Question

In: Biology

A woman is BRCA1+/BRCA1-. If you could analyze 10 of her non-cancerous somatic cells, how many...

  1. A woman is BRCA1+/BRCA1-. If you could analyze 10 of her non-cancerous somatic cells, how many wild-type and how many mutant copies of BRCA1 would you expect to find in each cell?
  2. If you could analyze 10 of her tumor cells, how many wild-type and how many mutant copies of BRCA1 would you expect to find in each cell?
  1. A man is BRCA1+/BRCA1- but does not have breast cancer. If you could analyze 10 of his sperm cells, how many wild-type and how many mutant copies of BRCA1 would you expect to find in each cell?

Solutions

Expert Solution

The woman is genotypically BRCA+/BRCA-. Hence, each of her somatic cell will have one copy of BRCA+ and one copy of BRCA-. Therefore, if we analyze 10 of her non-cancerous somatic cells, we will get 5 copies of BRCA+ and 5 copies of BRCA-. Hence, we shall find 1 mutant copy of BRCA in each cell.

A tumor cell is formed when a mutation has resulted in the genome that makes both the alleles mutant. And hence, in 10 tumorous cells, we will get 10*2 = 20 copies of mutant alleles. That is to say that each of the cells would have two copies of mutant alleles.

Now, the man is BRCA+/BRCA-. The sperms are haploid cells are formed via a process of meiosis. Each sperm will have one allele for each locus, with each of the two alleles going to half the cells. Therefore, BRCA+ will be present in half the sperms and BRCA- will be present in the other half. Therefore, in each cell we would find either BRCA+ or BRCA- with equal probability.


ABOUT THIS EXERCISE >> I'd like the entries repeated exactly, pictures omitted.

GIVEN RECORDS >>
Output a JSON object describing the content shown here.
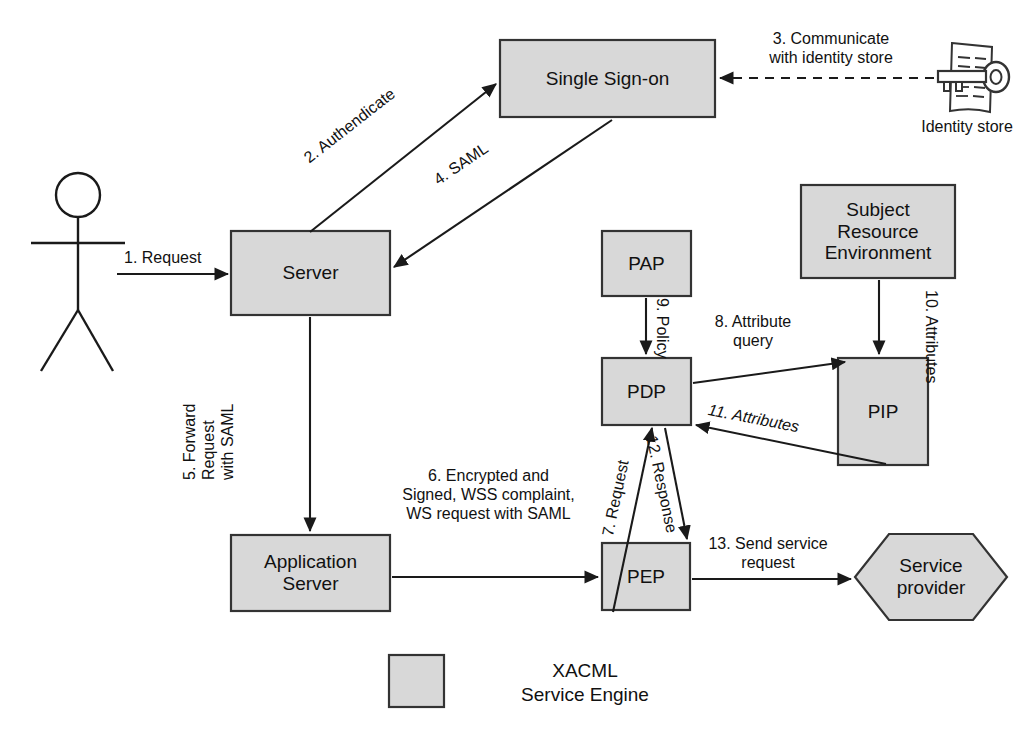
{
  "diagram": {
    "colors": {
      "node_fill": "#d8d8d8",
      "node_stroke": "#333333",
      "line": "#1a1a1a",
      "text": "#111111",
      "background": "#ffffff"
    }
  },
  "nodes": {
    "actor": {
      "name": "user-actor",
      "label": ""
    },
    "single_sign_on": {
      "label": "Single Sign-on"
    },
    "identity_store": {
      "label": "Identity store"
    },
    "server": {
      "label": "Server"
    },
    "application_server": {
      "label": "Application\nServer"
    },
    "pap": {
      "label": "PAP"
    },
    "pdp": {
      "label": "PDP"
    },
    "pip": {
      "label": "PIP"
    },
    "pep": {
      "label": "PEP"
    },
    "subject_resource_environment": {
      "label": "Subject\nResource\nEnvironment"
    },
    "service_provider": {
      "label": "Service\nprovider"
    }
  },
  "edges": {
    "e1": {
      "label": "1. Request",
      "from": "actor",
      "to": "server"
    },
    "e2": {
      "label": "2. Authendicate",
      "from": "server",
      "to": "single_sign_on"
    },
    "e3": {
      "label": "3. Communicate\nwith identity store",
      "from": "identity_store",
      "to": "single_sign_on",
      "style": "dashed"
    },
    "e4": {
      "label": "4. SAML",
      "from": "single_sign_on",
      "to": "server"
    },
    "e5": {
      "label": "5. Forward\nRequest\nwith SAML",
      "from": "server",
      "to": "application_server"
    },
    "e6": {
      "label": "6. Encrypted and\nSigned, WSS complaint,\nWS request with SAML",
      "from": "application_server",
      "to": "pep"
    },
    "e7": {
      "label": "7. Request",
      "from": "pep",
      "to": "pdp"
    },
    "e8": {
      "label": "8. Attribute\nquery",
      "from": "pdp",
      "to": "pip"
    },
    "e9": {
      "label": "9. Policy",
      "from": "pap",
      "to": "pdp"
    },
    "e10": {
      "label": "10. Attributes",
      "from": "subject_resource_environment",
      "to": "pip"
    },
    "e11": {
      "label": "11. Attributes",
      "from": "pip",
      "to": "pdp"
    },
    "e12": {
      "label": "12. Response",
      "from": "pdp",
      "to": "pep"
    },
    "e13": {
      "label": "13. Send service\nrequest",
      "from": "pep",
      "to": "service_provider"
    }
  },
  "legend": {
    "swatch_name": "xacml-service-engine-swatch",
    "label": "XACML\nService Engine"
  }
}
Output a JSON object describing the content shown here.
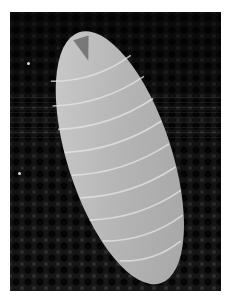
{
  "image": {
    "subject": "larva",
    "background": "dark mesh",
    "colors": {
      "page_background": "#ffffff",
      "photo_background": "#161616",
      "larva_body": "#b8b8b8",
      "larva_highlight": "#dcdcdc"
    }
  }
}
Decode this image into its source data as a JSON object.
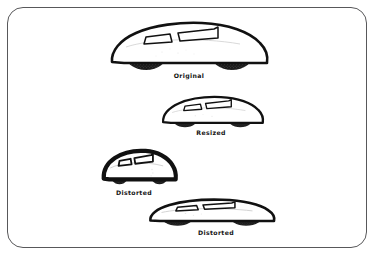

EXERCISE ANSWER >>
Output a JSON object describing the content shown here.
{
  "diagram": {
    "colors": {
      "node_fill": "#d8d8d8",
      "node_stroke": "#333333",
      "line": "#1a1a1a",
      "text": "#111111",
      "background": "#ffffff"
    }
  },
  "nodes": {
    "actor": {
      "name": "user-actor",
      "label": ""
    },
    "single_sign_on": {
      "label": "Single Sign-on"
    },
    "identity_store": {
      "label": "Identity store"
    },
    "server": {
      "label": "Server"
    },
    "application_server": {
      "label": "Application\nServer"
    },
    "pap": {
      "label": "PAP"
    },
    "pdp": {
      "label": "PDP"
    },
    "pip": {
      "label": "PIP"
    },
    "pep": {
      "label": "PEP"
    },
    "subject_resource_environment": {
      "label": "Subject\nResource\nEnvironment"
    },
    "service_provider": {
      "label": "Service\nprovider"
    }
  },
  "edges": {
    "e1": {
      "label": "1. Request",
      "from": "actor",
      "to": "server"
    },
    "e2": {
      "label": "2. Authendicate",
      "from": "server",
      "to": "single_sign_on"
    },
    "e3": {
      "label": "3. Communicate\nwith identity store",
      "from": "identity_store",
      "to": "single_sign_on",
      "style": "dashed"
    },
    "e4": {
      "label": "4. SAML",
      "from": "single_sign_on",
      "to": "server"
    },
    "e5": {
      "label": "5. Forward\nRequest\nwith SAML",
      "from": "server",
      "to": "application_server"
    },
    "e6": {
      "label": "6. Encrypted and\nSigned, WSS complaint,\nWS request with SAML",
      "from": "application_server",
      "to": "pep"
    },
    "e7": {
      "label": "7. Request",
      "from": "pep",
      "to": "pdp"
    },
    "e8": {
      "label": "8. Attribute\nquery",
      "from": "pdp",
      "to": "pip"
    },
    "e9": {
      "label": "9. Policy",
      "from": "pap",
      "to": "pdp"
    },
    "e10": {
      "label": "10. Attributes",
      "from": "subject_resource_environment",
      "to": "pip"
    },
    "e11": {
      "label": "11. Attributes",
      "from": "pip",
      "to": "pdp"
    },
    "e12": {
      "label": "12. Response",
      "from": "pdp",
      "to": "pep"
    },
    "e13": {
      "label": "13. Send service\nrequest",
      "from": "pep",
      "to": "service_provider"
    }
  },
  "legend": {
    "swatch_name": "xacml-service-engine-swatch",
    "label": "XACML\nService Engine"
  }
}
Output a JSON object describing the content shown here.
{
  "image": {
    "subject": "larva",
    "background": "dark mesh",
    "colors": {
      "page_background": "#ffffff",
      "photo_background": "#161616",
      "larva_body": "#b8b8b8",
      "larva_highlight": "#dcdcdc"
    }
  }
}
Decode this image into its source data as a JSON object.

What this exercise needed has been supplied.